Patent Strategy for Resource-Constrained Startups
Option 1: File Provisionals Early, Convert Selectively
- File provisional applications on your most valuable innovations as you develop them
- Convert only the strongest to utility patents
- Establishes priority dates; keeps options open; lower upfront cost
Option 2: Trade Secret Instead of Patent
- For innovations that can be kept confidential (algorithms, training data, business processes)
- No expiration; no disclosure; no cost
- Risk: Reverse engineering is legal; independent discovery is legal
- Best for: Core algorithms, data pipelines, customer scoring models
Option 3: Defensive Publication
- Publish your invention publicly (blog post, white paper, technical disclosure)

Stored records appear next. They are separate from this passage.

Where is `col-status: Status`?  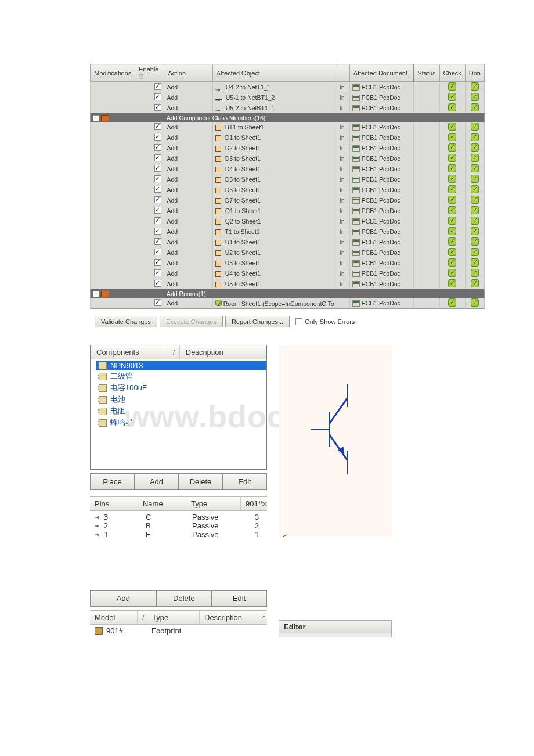
col-status: Status is located at coordinates (426, 73).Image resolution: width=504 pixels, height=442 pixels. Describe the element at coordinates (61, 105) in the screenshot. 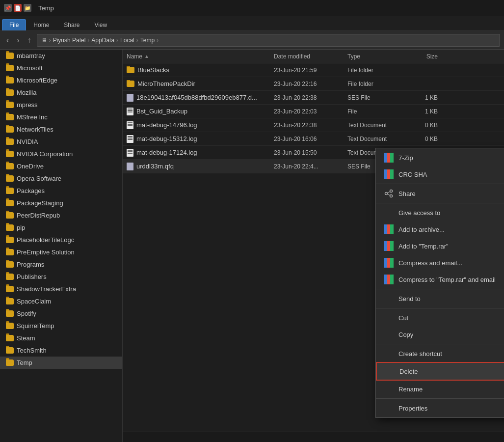

I see `sidebar-item-mpress: mpress` at that location.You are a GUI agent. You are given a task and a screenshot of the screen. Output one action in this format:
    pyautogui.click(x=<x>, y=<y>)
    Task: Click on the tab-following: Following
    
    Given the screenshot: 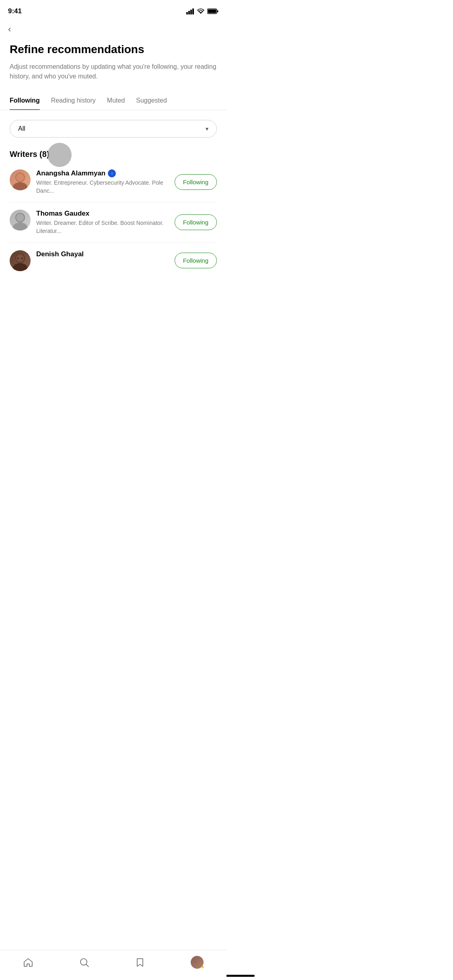 What is the action you would take?
    pyautogui.click(x=25, y=101)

- Creates prior art that prevents competitors from patenting the same thing
- You don't get exclusive rights, but neither does anyone else
- Cost: Nearly zero
- Best for: Foundational techniques you want to keep open but don't want competitors to block
Option 4: Patent After Product-Market Fit
- Wait until you have revenue and a clear sense of what your moat actually is
- File focused patents on the specific innovations that matter
- Risk: Competitors may file first (but you may have prior commercial use rights)
International Patents
US patent protects only in the US. For international protection:
PCT Application (Patent Cooperation Treaty)
- File one international application covering 150+ countries
- Buys 18–30 months to decide which countries to enter
- Cost: $5,000–$15,000 for filing; then national phase fees ($2,000–$10,000 per country)

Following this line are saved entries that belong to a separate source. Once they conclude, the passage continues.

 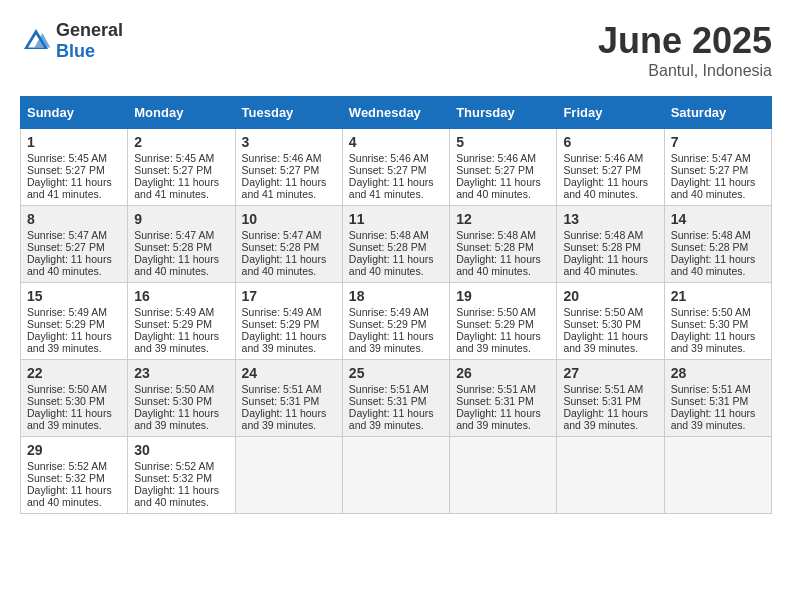 What do you see at coordinates (288, 322) in the screenshot?
I see `table-row: 17Sunrise: 5:49 AMSunset: 5:29 PMDayligh…` at bounding box center [288, 322].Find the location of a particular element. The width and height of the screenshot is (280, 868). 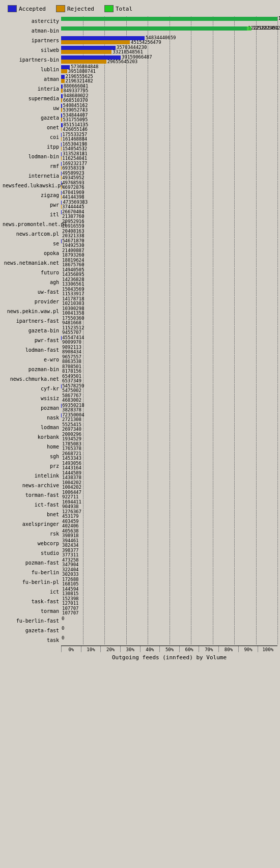

bar-section: 1694411904938 is located at coordinates (169, 505).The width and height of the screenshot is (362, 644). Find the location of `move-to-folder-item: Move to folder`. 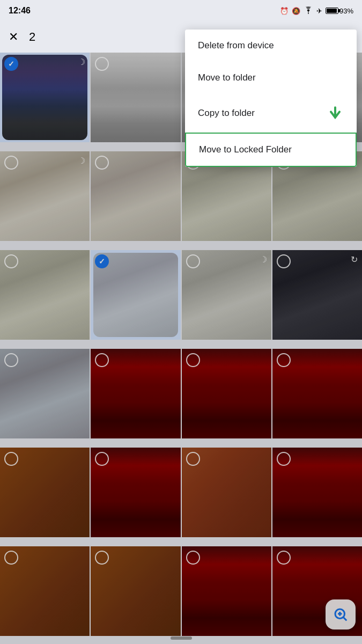

move-to-folder-item: Move to folder is located at coordinates (271, 78).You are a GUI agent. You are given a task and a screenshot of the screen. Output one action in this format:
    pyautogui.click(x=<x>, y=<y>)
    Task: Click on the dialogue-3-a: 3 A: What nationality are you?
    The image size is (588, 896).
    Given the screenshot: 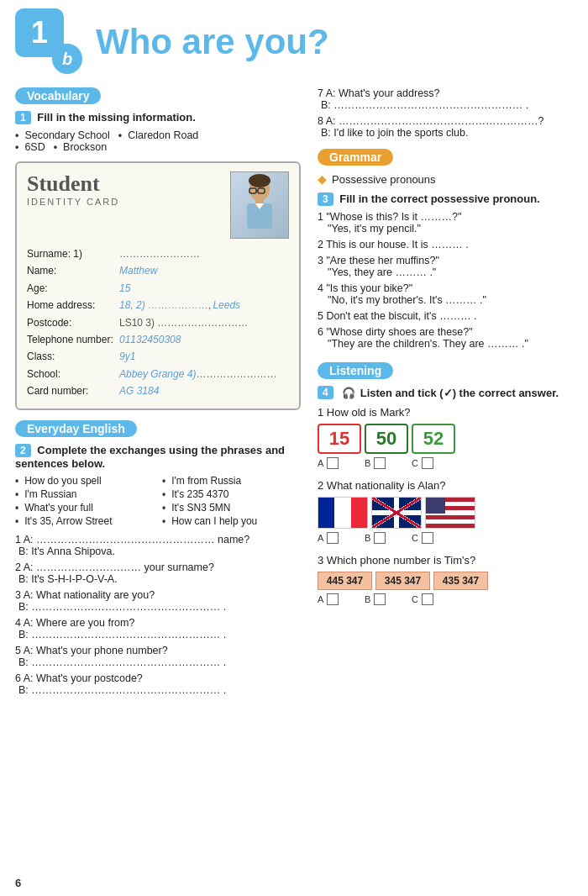 What is the action you would take?
    pyautogui.click(x=158, y=595)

- Best for: Companies with clear international markets
Key markets for most startups:
- US, EU (via EPO), UK, Canada — for tech/SaaS
- Add China if you're in hardware or manufacturing
Patent Costs Summary
| Stage | Cost Range |
|---|---|
| Prior art search + opinion | $500–$2,000 |
| Provisional patent application | $1,500–$5,000 |
| Utility patent application (attorney fees) | $8,000–$20,000 |
| USPTO filing fees (utility, small entity) | $1,500–$3,000 |
| Prosecution (office action responses) | $3,000–$10,000 |
| Issuance fee | $1,000–$1,500 |
| Maintenance fees (over 20 years) | $5,000–$15,000 |
| Total typical cost (utility patent) | $15,000–$50,000+ |
| International (PCT + 3 countries) | Add $30,000–$80,000 |
Nonpartisan informational resource for Missouri — District 2 — not legal, medical, or financial advice. Source: dougdevitre/access-to-business.
Paid for by Matt Grant for Congress.